If your entire database doesn't contain more than 100,000 records, you are fine, just defining one common section, let's say it all. But usually people have a lot of data that just goes into the bucket with the name of the month, week, hour. It depends on the number of inserts you inserted.

The reason for creating buckets is that each node can find a section using the section key. This is the first part of the definition primary key

. Then, at each node, the data is sorted by the second information you pass to primary key

. After sorting the data, you can "scan" it, ie. You can get them by specifying the timestamp parameter.

Let's say you want to get accounts from the last 6 months and that you keep all accounts from one month in the same bucket.

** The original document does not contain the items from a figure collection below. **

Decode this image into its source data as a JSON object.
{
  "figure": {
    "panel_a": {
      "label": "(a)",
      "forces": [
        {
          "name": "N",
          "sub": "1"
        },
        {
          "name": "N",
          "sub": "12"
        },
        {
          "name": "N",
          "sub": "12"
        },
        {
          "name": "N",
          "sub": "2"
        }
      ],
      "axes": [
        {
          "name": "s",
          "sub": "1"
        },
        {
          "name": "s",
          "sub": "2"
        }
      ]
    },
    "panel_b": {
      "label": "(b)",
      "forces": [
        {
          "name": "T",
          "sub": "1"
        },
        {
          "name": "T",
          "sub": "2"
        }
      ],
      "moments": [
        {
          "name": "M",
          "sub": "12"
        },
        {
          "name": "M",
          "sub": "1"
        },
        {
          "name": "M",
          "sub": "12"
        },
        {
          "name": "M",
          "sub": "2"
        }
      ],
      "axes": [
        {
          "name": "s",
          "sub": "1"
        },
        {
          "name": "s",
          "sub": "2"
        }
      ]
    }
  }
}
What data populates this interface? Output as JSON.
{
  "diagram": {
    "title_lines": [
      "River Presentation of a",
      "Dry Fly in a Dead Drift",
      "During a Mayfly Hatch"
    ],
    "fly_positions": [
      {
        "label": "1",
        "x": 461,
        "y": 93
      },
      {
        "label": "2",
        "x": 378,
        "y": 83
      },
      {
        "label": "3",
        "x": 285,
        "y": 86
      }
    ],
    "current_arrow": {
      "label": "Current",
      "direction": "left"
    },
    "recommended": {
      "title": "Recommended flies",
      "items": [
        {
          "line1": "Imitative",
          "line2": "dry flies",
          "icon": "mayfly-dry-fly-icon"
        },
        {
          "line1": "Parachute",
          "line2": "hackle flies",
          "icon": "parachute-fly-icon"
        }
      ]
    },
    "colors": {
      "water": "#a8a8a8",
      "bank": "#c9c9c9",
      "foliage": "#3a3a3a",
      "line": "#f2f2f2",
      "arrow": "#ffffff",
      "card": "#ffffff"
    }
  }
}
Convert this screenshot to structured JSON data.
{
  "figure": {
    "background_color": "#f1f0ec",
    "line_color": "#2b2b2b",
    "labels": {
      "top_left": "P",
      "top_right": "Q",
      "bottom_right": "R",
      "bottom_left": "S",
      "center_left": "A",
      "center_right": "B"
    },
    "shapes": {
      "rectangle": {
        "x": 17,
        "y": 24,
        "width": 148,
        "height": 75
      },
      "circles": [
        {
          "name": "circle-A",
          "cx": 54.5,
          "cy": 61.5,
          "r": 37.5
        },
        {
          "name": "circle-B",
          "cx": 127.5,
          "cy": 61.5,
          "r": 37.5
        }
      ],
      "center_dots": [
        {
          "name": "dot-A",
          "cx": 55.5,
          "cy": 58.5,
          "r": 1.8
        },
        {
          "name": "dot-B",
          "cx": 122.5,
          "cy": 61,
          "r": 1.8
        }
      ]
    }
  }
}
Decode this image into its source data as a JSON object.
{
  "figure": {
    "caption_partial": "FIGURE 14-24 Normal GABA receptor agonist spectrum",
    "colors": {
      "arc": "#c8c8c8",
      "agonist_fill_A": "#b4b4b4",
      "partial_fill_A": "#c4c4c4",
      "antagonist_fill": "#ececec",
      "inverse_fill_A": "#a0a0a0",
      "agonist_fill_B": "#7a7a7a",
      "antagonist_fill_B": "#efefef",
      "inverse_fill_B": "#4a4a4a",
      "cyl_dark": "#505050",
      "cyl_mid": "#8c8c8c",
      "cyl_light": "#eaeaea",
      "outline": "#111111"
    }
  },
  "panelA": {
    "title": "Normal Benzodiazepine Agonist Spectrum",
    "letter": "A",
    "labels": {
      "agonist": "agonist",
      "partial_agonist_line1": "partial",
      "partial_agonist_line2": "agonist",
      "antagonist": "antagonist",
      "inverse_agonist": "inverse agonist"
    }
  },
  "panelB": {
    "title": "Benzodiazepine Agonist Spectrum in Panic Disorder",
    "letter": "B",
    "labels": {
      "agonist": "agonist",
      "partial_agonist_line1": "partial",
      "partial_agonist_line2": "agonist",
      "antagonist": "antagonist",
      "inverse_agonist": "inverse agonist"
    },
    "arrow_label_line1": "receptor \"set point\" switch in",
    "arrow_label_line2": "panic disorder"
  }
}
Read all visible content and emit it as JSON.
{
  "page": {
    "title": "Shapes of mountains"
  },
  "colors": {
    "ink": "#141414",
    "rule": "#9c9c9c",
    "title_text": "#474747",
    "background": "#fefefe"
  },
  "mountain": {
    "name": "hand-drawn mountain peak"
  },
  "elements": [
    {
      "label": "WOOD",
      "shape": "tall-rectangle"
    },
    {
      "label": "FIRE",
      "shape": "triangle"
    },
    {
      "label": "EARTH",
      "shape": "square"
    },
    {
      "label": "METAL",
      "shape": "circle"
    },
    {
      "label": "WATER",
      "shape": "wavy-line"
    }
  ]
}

The schema can be something like strings:

create table accounts {
    month text,
    created_time timestamp,
    account text,
    PRIMARY KEY (month, created_time)
}

      

Typically you will do this at the application level, merging requests is an anti-pattern, but this is ok for fewer requests:



select account  
from accounts 
where month = '201701';

      

Output:

'201702'
'201703'

      

etc.

If you have something really simple, let's say 100,000 records are expected, you can use the above scheme and just do something like:

create table accounts {
    bucket text,
    created_time timestamp,
    account text,
    PRIMARY KEY (bucket, created_time)
}

select account 
from accounts 
where bucket = 'some_predefined_name' 
  and created_time > '2016-10-04 00:00:00'

      

Once again, as a wrapper, with cassandra, you always need to prepare structures for the access template you intend to use.